Catalan United Socialist Party

Catalan United Socialist Party
   The Catalan United Socialist Party, better known by its acronym PSUC (Partit Socialista Unificat de Catalunya), was formed during the early days of the Civil War with the encouragement of the Communist International. However, it was not recognized by the PSOE (Socialist Workers Party). The PSUC was nominally independent of the PCE (Spanish Communist Party), but tended to be subservient to it and to the Stalinist Communist International. The PSUC was involved on the side of the Moscow-backed Communists in their repression of Anarchists and Trotskyists during the events of May 1937 in Barcelona, which are vividly described in George Orwell's Homage to Catalonia (1939). Despite their ostensibly Catalan identity, the PSUC sided with the centralizing forces in the Republican Government.
   After the end of the Civil War, the PSUC, like other left-wing groupings, suffered from Francoist repression. Its influence, however, grew during the 1960s, particularly in the Barcelona branch of the newly-formed CC OO (Workers" Committees). The success of CC OO all over Spain in the late 1960s and early 1970s was reflected in considerable working-class support for both the PCE and the PSUC.
   As in all radical working-class movements in potentially nationalist situations, there was always a tension within PSUC as to whether they were primarily a Catalanist or a working-class party. In a book in 1967, Jordi Solé Tura, who later left the party and became a Minister of Culture under Felipe González, equated Catalanism with bourgeois values, which he naturally considered to be incompatible with socialism. However, through their opposition to Franco, and their success at building mass working-class movements, whether through trade unionism or the important residents" associations, the PSUC gained widespread grass-root support in Catalonia. They are also credited with avoiding a split between native Catalans and the large numbers of working-class immigrants from the south of Spain who arrived in Catalonia during the 1960s and the 1970s. The PSUC was rewarded with an 18.2 percent share of the vote in the 1977 General Elections.
   After that date, however, their electoral strength declined sharply. The attempt by the leader of the PCE, Santiago Carrillo, to impose his Eurocommunism on the PSUC was rejected by the 1981 Congress. This completely split the PSUC, and led to its irrevocable decline, which was heightened by the demise of the PCE and by the feeling among the working classes that a vote for the PSOE or the PSC (Catalan Socialist Party) was tactically more useful than one for the PSUC. Following their disastrous performance at the 1982 General Election (4.6 percent of the vote), Antoni Gutiérrez resigned as the party's General Secretary and was replaced by Rafael Ribó. The latter was the moving force behind the formation in 1987 of the Initiative for Catalonia Coalition (IC), which has enjoyed some limited success at recent elections.
   Further reading
   - Balcells, A. (1996) Catalan Nationalism, ed. G.J. Walker, Basingstoke: Macmillan (contains an analysis of the role of the PSUC in Catalonia).
   DAVID GEORGE

Encyclopedia of contemporary Spanish culture. 2013.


Task brief: Write the number of lines in the material below that contain "particle", with no other words.

Task inputs:
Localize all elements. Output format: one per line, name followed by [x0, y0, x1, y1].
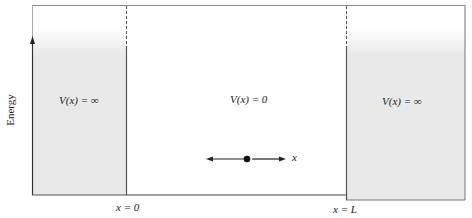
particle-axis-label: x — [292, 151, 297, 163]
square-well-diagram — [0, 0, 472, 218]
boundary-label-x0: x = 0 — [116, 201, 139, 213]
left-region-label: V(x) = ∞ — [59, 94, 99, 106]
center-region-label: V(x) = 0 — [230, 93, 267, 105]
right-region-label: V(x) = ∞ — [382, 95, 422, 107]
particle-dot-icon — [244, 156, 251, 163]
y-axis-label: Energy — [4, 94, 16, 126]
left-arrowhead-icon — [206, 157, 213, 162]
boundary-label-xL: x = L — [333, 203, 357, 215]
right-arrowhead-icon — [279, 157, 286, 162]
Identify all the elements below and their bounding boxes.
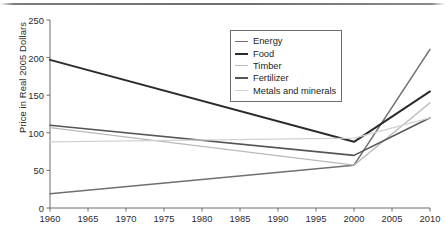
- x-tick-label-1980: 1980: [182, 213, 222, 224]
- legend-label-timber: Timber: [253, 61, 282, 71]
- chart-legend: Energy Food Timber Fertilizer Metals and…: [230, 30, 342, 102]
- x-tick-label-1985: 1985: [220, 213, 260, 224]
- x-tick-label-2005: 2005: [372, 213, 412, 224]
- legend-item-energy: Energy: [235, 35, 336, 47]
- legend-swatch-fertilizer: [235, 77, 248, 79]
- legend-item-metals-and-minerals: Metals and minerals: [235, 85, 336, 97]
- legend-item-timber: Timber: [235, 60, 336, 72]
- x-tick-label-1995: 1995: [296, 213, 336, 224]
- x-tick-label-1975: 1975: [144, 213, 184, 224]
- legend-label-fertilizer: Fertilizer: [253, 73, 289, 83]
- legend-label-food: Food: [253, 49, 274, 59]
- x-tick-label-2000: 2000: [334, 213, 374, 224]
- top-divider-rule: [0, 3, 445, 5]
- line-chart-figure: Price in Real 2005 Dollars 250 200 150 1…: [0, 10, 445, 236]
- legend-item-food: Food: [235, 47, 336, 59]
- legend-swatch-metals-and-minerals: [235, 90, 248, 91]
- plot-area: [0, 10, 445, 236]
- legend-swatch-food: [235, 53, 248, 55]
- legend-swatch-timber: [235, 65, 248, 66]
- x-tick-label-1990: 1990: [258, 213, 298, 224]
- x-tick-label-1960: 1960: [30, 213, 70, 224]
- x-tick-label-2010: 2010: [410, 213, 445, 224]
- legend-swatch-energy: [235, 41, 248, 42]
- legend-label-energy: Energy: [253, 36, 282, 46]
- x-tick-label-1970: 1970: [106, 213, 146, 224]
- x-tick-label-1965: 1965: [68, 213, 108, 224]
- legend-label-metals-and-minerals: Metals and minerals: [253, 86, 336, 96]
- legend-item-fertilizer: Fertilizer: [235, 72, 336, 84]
--
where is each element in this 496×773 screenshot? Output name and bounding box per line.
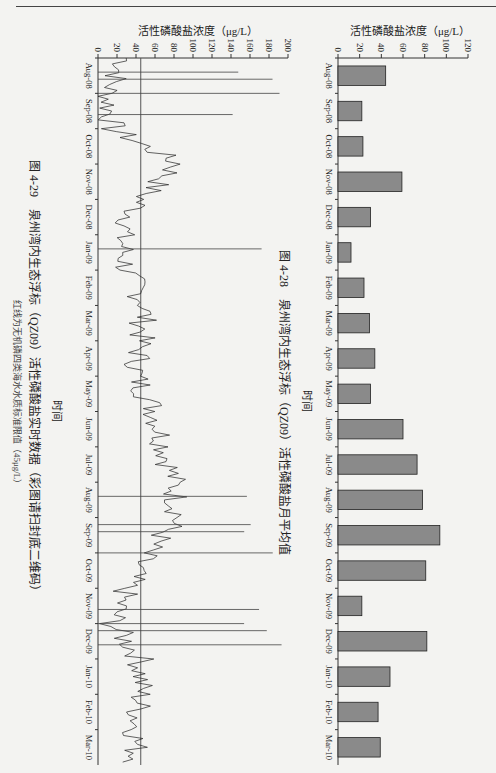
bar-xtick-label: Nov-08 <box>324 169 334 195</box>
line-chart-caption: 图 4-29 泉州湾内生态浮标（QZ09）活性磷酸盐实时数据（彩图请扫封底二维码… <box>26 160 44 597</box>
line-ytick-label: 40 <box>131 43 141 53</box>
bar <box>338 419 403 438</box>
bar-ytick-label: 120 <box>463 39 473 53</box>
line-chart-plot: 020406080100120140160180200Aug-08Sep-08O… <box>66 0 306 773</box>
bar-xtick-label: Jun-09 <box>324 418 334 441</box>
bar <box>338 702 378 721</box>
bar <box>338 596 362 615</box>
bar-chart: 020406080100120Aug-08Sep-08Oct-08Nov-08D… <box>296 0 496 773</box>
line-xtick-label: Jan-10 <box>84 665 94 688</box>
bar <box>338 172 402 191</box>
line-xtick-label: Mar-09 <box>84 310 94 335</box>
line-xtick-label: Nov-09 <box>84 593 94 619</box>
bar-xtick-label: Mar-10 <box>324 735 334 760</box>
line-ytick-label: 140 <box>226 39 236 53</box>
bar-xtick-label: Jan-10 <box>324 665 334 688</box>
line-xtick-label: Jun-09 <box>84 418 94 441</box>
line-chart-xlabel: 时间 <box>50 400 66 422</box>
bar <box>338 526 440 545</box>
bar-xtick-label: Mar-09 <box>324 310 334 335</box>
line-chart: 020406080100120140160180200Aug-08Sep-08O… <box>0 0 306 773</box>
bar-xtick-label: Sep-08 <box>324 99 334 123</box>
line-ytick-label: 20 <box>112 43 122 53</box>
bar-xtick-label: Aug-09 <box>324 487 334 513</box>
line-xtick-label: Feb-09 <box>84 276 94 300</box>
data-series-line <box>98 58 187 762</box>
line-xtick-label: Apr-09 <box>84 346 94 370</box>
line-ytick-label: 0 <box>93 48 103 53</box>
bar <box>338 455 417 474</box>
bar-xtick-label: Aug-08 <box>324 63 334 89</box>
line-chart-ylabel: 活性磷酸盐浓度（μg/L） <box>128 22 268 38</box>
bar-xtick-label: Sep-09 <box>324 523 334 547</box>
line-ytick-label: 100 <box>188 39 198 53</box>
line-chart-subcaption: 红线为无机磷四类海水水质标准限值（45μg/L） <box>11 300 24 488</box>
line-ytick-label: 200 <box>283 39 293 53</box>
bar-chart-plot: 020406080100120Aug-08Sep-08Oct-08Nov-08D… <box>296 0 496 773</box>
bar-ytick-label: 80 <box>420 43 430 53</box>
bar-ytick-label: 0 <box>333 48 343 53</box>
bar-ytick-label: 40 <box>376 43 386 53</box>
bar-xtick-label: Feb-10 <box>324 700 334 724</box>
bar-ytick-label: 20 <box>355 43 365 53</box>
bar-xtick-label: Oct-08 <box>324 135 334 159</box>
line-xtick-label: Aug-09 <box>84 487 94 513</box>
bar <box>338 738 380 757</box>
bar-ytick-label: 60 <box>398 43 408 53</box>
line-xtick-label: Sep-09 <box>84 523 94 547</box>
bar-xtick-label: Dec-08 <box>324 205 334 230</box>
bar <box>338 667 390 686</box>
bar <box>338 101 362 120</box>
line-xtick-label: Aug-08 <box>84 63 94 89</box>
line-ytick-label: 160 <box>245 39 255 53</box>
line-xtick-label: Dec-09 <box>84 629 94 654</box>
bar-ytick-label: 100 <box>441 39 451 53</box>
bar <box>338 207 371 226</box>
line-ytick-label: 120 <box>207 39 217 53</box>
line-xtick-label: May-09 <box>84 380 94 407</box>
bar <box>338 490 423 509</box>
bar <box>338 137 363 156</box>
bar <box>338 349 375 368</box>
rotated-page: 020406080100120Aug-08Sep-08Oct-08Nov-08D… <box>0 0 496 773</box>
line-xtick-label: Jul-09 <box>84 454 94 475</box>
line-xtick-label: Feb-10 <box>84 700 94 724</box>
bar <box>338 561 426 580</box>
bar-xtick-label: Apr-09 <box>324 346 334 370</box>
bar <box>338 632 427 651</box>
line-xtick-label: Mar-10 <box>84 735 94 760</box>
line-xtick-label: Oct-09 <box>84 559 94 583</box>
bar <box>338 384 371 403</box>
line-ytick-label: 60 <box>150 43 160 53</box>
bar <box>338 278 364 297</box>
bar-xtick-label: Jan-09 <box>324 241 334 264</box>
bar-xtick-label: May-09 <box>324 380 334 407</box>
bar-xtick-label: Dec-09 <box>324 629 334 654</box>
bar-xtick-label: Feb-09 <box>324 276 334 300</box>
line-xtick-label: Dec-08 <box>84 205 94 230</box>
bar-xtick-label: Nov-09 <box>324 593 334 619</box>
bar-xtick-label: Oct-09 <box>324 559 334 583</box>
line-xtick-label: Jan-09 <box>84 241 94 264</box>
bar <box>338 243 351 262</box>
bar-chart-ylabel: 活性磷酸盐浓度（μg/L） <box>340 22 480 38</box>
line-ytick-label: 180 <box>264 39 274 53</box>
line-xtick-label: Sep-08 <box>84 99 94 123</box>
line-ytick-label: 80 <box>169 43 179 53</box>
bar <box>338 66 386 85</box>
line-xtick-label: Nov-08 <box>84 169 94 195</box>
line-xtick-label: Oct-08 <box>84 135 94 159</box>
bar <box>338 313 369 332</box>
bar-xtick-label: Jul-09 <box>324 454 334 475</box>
...
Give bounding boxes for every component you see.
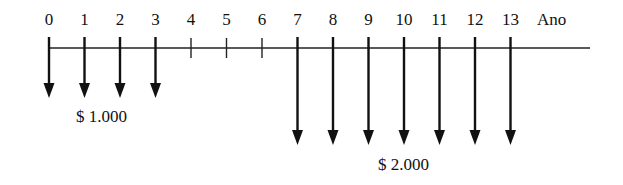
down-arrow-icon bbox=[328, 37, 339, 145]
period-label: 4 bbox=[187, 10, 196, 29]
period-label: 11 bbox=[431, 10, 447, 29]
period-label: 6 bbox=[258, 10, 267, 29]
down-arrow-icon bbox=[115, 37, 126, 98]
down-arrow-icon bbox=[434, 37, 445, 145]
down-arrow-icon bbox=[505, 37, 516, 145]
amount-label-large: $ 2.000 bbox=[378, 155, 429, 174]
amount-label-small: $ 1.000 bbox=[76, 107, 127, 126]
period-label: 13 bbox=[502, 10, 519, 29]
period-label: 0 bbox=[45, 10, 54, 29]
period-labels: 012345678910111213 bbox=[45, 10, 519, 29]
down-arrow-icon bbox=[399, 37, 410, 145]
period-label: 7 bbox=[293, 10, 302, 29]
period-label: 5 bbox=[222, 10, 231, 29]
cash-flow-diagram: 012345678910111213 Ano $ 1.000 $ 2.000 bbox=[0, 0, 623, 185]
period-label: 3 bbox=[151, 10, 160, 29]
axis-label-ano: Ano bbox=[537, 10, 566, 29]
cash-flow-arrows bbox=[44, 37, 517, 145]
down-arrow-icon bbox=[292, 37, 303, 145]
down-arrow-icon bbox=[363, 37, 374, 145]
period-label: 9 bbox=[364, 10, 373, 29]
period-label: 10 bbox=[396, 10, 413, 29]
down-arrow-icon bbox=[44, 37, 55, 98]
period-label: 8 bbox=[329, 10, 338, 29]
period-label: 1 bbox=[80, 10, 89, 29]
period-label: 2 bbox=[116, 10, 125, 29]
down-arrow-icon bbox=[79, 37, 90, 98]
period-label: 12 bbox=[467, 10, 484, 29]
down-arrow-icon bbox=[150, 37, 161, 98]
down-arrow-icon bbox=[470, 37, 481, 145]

Task solution: 2